As a professional insurance agent with State Farm for more than 13 years and 24 years in total with the company, Kevin Sevier understands what insurance means to you. And for most of us, insurance is what we see on TV: talking reptiles, Dr. Rick showing us how not to be our parents, and yes, even Jake giving out the Aaron Rodgers discount.
Our first impression is a non-stop parade of insurance commercials, and Sevier gets that. But more importantly, he understands that those commercials are just a way to get someone in the door. The rest is up to the agent.
“I’ve always been big on meeting clients face to face. If I’m doing business with a customer, I want that interaction,” he said. “If I can look you in eyes and you can look in mine, it builds that trust and that relationship.”
Your needs come first
That face-to-face time isn’t just about building trust, however. One key difference between what Sevier does and what you’ll generally find from the more impersonal insurance firms (the ones with those wacky commercials) is that Sevier is decidedly not just there to sell you insurance. Here’s there to sell you the right insurance.
“I want to advise my customers. If you call up some company you saw in a commercial and ask for the cheapest coverage, that’s what they’re going to give you,” he said. “But are they going to ask you what your needs are? No. And they really should do that.”
The consequences can be deadly. Let’s just say, as an example, that you spring for the cheapest insurance for your car just to meet the bare state minimums. And then let’s say you get into an accident. God forbid, let’s even say for the sake of argument there is a fatality involved. It’s a worst-case scenario, but then what is insurance if not planning for a worst-case scenario?
“In the state of South Carolina, in a situation like that, you could be sued for everything except for your pension, disability income and in some cases social security income,” Sevier said. Everything else would be fair game: the equity from your house, the money in your retirement account, even future earnings from your job, social security and tax returns. In short, it could mean financial ruin. And all because the funny commercial folks sold you the bare minimum.
“I want that relationship so we can have that conversation about what your needs might actually be,” Sevier said. “My job is easy if I’m the cheapest price. And a lot of times we are. But I hope it was a sale based on your needs and not just us being the cheapest price.”
Old school
That personable approach is one Sevier has honed over a long and distinguished career with State Farm. As he puts it, he graduated from the Citadel on a Saturday and started with State Farm on Monday. Starting off as a claims adjuster, he was given a unique opportunity to see the entire process from a different perspective.
“I think that maybe sets me apart because I handled it from other side. And on the rare occasion their premiums wouldn’t cover what they needed, I would have to sit down and work with them to explain why,” he said.
He followed his tenure as a claims adjuster working for State Farm agent Troy Herndon in Charleston. Besides being Sevier’s father-in-law, Herndon had an outsized impact on the way he did business.
“What I noticed about him early on—we could go anywhere in the U.S., whether some small town or New York City, and someone would walk up and say, ‘Hey, Troy.’ We bumped into someone he knew anywhere and everywhere we went,” Sevier said. “I tried to develop based on watching him. He was the guy who shook a man’s hand. That’s how he did business and still does business that way today.”
That personalized approach informs Sevier’s hands-on style when it comes to serving his customers. And his next venture within State Farm, interning at Summerville-based agent Tony Pope’s office, set the stage for what was to come. Pope owns two successful agencies, which is a rarity in the world of State Farm, but he accomplished it by maintaining the mindset of a CEO.
“I never thought of being CEO of a business. I’m not a CEO. I’m an insurance agent,” Sevier said. “But I see these guys thinking bigger picture above what their office can do. That’s changed my view of what an insurance agent can do.”
These two mentors instilled in Sevier an old-school approach and a thirst to try something new. These two philosophies inform a leap forward that Sevier’s State Farm office is preparing to take.
New school
On the second floor of Kevin Sevier’s Buckwalter Place office, you’ll find a large room framed by raw timbers and insulation, electrical, phone and ethernet cables snaking down from the ceiling. It may not look like much now, but it holds the key to the office’s future.
Someday soon, this room will hold a call center, bringing Sevier’s old-school approach in a decidedly new-school direction. “I think it’s something we learned from COVID,” he said. “It doesn’t matter how big your office is; it doesn’t matter where your office is if people are restricted from going anywhere. We had to move toward doing business in the virtual world.” When it’s up and running, the call center will provide immediate support for Sevier’s clients and customers, letting them handle minor insurance needs with ease.
“I learned that I needed to do better on the technology side. What my competitor has that I don’t is that virtual capability,” Sevier said. “I needed to have that next step to develop in the direction that other insurance companies are moving in: selling in a virtual atmosphere. I think we’ve been leaving customers out because we weren’t doing business the way they wanted.”
It’s a new-school approach that gives Sevier’s office equal footing with any insurance company in the country. And of course, when you need something beyond what a call center can give you, like a good neighbor, Kevin Sevier is there.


Required action - Write out each entry below exactly; the images do not belong in your copy.

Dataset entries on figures
+ + + + +
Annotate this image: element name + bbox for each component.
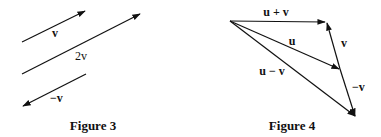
figure-3: v 2v −v Figure 3 bbox=[22, 11, 140, 133]
vector-u-plus-v-label: u + v bbox=[263, 5, 289, 19]
vector-neg-v-label: −v bbox=[352, 80, 365, 94]
vector-2v-arrow bbox=[22, 14, 140, 74]
vector-u-plus-v-arrow bbox=[230, 21, 325, 22]
vector-neg-v-label: −v bbox=[50, 91, 63, 105]
figure-4: u + v u u − v v −v Figure 4 bbox=[230, 5, 365, 133]
vector-2v-label: 2v bbox=[75, 49, 87, 63]
figure-4-caption: Figure 4 bbox=[269, 118, 316, 133]
vector-u-minus-v-label: u − v bbox=[259, 64, 285, 78]
vector-v-arrow bbox=[327, 23, 340, 69]
vector-v-label: v bbox=[341, 36, 347, 50]
vector-v-label: v bbox=[52, 26, 58, 40]
vector-u-label: u bbox=[289, 34, 296, 48]
vector-figures: v 2v −v Figure 3 u + v u u − v v −v Figu… bbox=[0, 0, 381, 137]
figure-3-caption: Figure 3 bbox=[70, 118, 117, 133]
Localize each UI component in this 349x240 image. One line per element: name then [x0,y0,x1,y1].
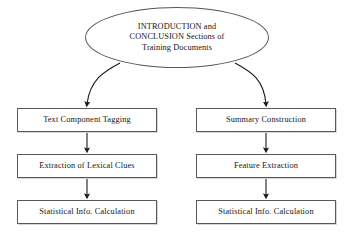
left-step-3-box: Statistical Info. Calculation [17,200,157,224]
flowchart-diagram: INTRODUCTION and CONCLUSION Sections of … [0,0,349,240]
left-step-3-label: Statistical Info. Calculation [39,208,134,216]
root-node-line-3: Training Documents [130,43,225,54]
left-step-1-box: Text Component Tagging [17,108,157,132]
left-step-2-label: Extraction of Lexical Clues [39,162,135,170]
right-step-3-label: Statistical Info. Calculation [218,208,313,216]
left-step-2-box: Extraction of Lexical Clues [17,154,157,178]
root-node-ellipse: INTRODUCTION and CONCLUSION Sections of … [85,7,269,68]
root-node-line-1: INTRODUCTION and [130,22,225,33]
right-step-2-label: Feature Extraction [234,162,298,170]
root-node-text: INTRODUCTION and CONCLUSION Sections of … [130,22,225,54]
right-step-1-label: Summary Construction [226,116,306,124]
connector-root-to-right [235,63,266,104]
right-step-2-box: Feature Extraction [196,154,336,178]
right-step-3-box: Statistical Info. Calculation [196,200,336,224]
left-step-1-label: Text Component Tagging [43,116,131,124]
connector-root-to-left [87,63,120,104]
right-step-1-box: Summary Construction [196,108,336,132]
root-node-line-2: CONCLUSION Sections of [130,32,225,43]
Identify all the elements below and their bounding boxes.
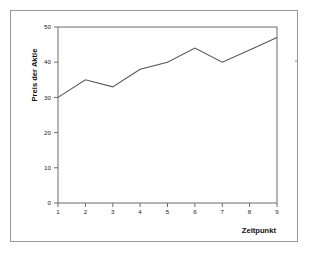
line-chart: 0 10 20 30 40 50 1 2 3 4 5 6 7: [0, 0, 312, 260]
x-tick-label: 3: [111, 208, 115, 215]
x-tick-label: 6: [193, 208, 197, 215]
plot-frame: [58, 27, 277, 203]
x-tick-label: 4: [138, 208, 142, 215]
clipped-caption-line: [0, 252, 312, 260]
x-tick-label: 7: [221, 208, 225, 215]
page-speck: [295, 60, 297, 62]
y-tick-label: 10: [44, 164, 51, 171]
x-axis-ticks: [58, 203, 277, 207]
y-tick-label: 20: [44, 129, 51, 136]
x-tick-label: 8: [248, 208, 252, 215]
x-axis-tick-labels: 1 2 3 4 5 6 7 8 9: [56, 208, 279, 215]
y-tick-label: 0: [48, 199, 52, 206]
y-tick-label: 30: [44, 94, 51, 101]
x-tick-label: 9: [275, 208, 279, 215]
y-axis-ticks: [54, 27, 58, 203]
chart-svg: 0 10 20 30 40 50 1 2 3 4 5 6 7: [0, 0, 312, 260]
x-tick-label: 2: [84, 208, 88, 215]
x-axis-title: Zeitpunkt: [242, 226, 277, 235]
y-tick-label: 40: [44, 58, 51, 65]
y-tick-label: 50: [44, 23, 51, 30]
x-tick-label: 5: [166, 208, 170, 215]
y-axis-tick-labels: 0 10 20 30 40 50: [44, 23, 51, 206]
y-axis-title: Preis der Aktie: [30, 49, 39, 102]
x-tick-label: 1: [56, 208, 60, 215]
data-series-line: [58, 38, 277, 98]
+ + + + +
Task solution -
Annotate this image: element name + bbox for each component.
figure-3: v 2v −v Figure 3 bbox=[22, 11, 140, 133]
vector-u-plus-v-label: u + v bbox=[263, 5, 289, 19]
vector-neg-v-label: −v bbox=[352, 80, 365, 94]
vector-2v-arrow bbox=[22, 14, 140, 74]
vector-u-plus-v-arrow bbox=[230, 21, 325, 22]
vector-neg-v-label: −v bbox=[50, 91, 63, 105]
figure-4: u + v u u − v v −v Figure 4 bbox=[230, 5, 365, 133]
vector-2v-label: 2v bbox=[75, 49, 87, 63]
figure-4-caption: Figure 4 bbox=[269, 118, 316, 133]
vector-u-minus-v-label: u − v bbox=[259, 64, 285, 78]
vector-v-arrow bbox=[327, 23, 340, 69]
vector-v-label: v bbox=[341, 36, 347, 50]
vector-v-label: v bbox=[52, 26, 58, 40]
vector-u-label: u bbox=[289, 34, 296, 48]
vector-figures: v 2v −v Figure 3 u + v u u − v v −v Figu… bbox=[0, 0, 381, 137]
figure-3-caption: Figure 3 bbox=[70, 118, 117, 133]
Localize each UI component in this 349x240 image. One line per element: name then [x0,y0,x1,y1].
left-step-3-box: Statistical Info. Calculation [17,200,157,224]
flowchart-diagram: INTRODUCTION and CONCLUSION Sections of … [0,0,349,240]
left-step-3-label: Statistical Info. Calculation [39,208,134,216]
root-node-line-3: Training Documents [130,43,225,54]
left-step-1-box: Text Component Tagging [17,108,157,132]
left-step-2-label: Extraction of Lexical Clues [39,162,135,170]
right-step-3-label: Statistical Info. Calculation [218,208,313,216]
left-step-2-box: Extraction of Lexical Clues [17,154,157,178]
root-node-ellipse: INTRODUCTION and CONCLUSION Sections of … [85,7,269,68]
root-node-line-1: INTRODUCTION and [130,22,225,33]
right-step-2-label: Feature Extraction [234,162,298,170]
root-node-text: INTRODUCTION and CONCLUSION Sections of … [130,22,225,54]
right-step-1-label: Summary Construction [226,116,306,124]
connector-root-to-right [235,63,266,104]
right-step-2-box: Feature Extraction [196,154,336,178]
right-step-3-box: Statistical Info. Calculation [196,200,336,224]
left-step-1-label: Text Component Tagging [43,116,131,124]
connector-root-to-left [87,63,120,104]
right-step-1-box: Summary Construction [196,108,336,132]
root-node-line-2: CONCLUSION Sections of [130,32,225,43]
Identify all the elements below and their bounding boxes.
line-chart: 0 10 20 30 40 50 1 2 3 4 5 6 7: [0, 0, 312, 260]
x-tick-label: 3: [111, 208, 115, 215]
x-tick-label: 6: [193, 208, 197, 215]
plot-frame: [58, 27, 277, 203]
x-tick-label: 4: [138, 208, 142, 215]
clipped-caption-line: [0, 252, 312, 260]
x-tick-label: 7: [221, 208, 225, 215]
page-speck: [295, 60, 297, 62]
y-tick-label: 10: [44, 164, 51, 171]
x-axis-ticks: [58, 203, 277, 207]
y-tick-label: 20: [44, 129, 51, 136]
x-tick-label: 8: [248, 208, 252, 215]
x-axis-tick-labels: 1 2 3 4 5 6 7 8 9: [56, 208, 279, 215]
y-tick-label: 0: [48, 199, 52, 206]
y-tick-label: 30: [44, 94, 51, 101]
x-tick-label: 9: [275, 208, 279, 215]
y-axis-ticks: [54, 27, 58, 203]
chart-svg: 0 10 20 30 40 50 1 2 3 4 5 6 7: [0, 0, 312, 260]
x-tick-label: 2: [84, 208, 88, 215]
x-axis-title: Zeitpunkt: [242, 226, 277, 235]
y-tick-label: 40: [44, 58, 51, 65]
y-tick-label: 50: [44, 23, 51, 30]
x-tick-label: 5: [166, 208, 170, 215]
y-axis-tick-labels: 0 10 20 30 40 50: [44, 23, 51, 206]
y-axis-title: Preis der Aktie: [30, 49, 39, 102]
x-tick-label: 1: [56, 208, 60, 215]
data-series-line: [58, 38, 277, 98]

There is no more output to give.